PROVIDED DATA.
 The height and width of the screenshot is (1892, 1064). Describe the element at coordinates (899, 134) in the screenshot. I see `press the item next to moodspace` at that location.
---
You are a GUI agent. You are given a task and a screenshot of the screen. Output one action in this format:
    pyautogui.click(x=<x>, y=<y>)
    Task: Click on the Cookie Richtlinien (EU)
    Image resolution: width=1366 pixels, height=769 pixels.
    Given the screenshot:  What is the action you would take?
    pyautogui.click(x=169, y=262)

YOUR ASSIGNMENT. There is a line with "You are a GUI" and a line with "Image resolution: width=1366" above. Copy exactly those two lines and all lines between them, with nothing else.

EXPECTED ANSWER.
You are a GUI agent. You are given a task and a screenshot of the screen. Output one action in this format:
    pyautogui.click(x=<x>, y=<y>)
    Task: Click on the Cookie Richtlinien (EU)
    Image resolution: width=1366 pixels, height=769 pixels.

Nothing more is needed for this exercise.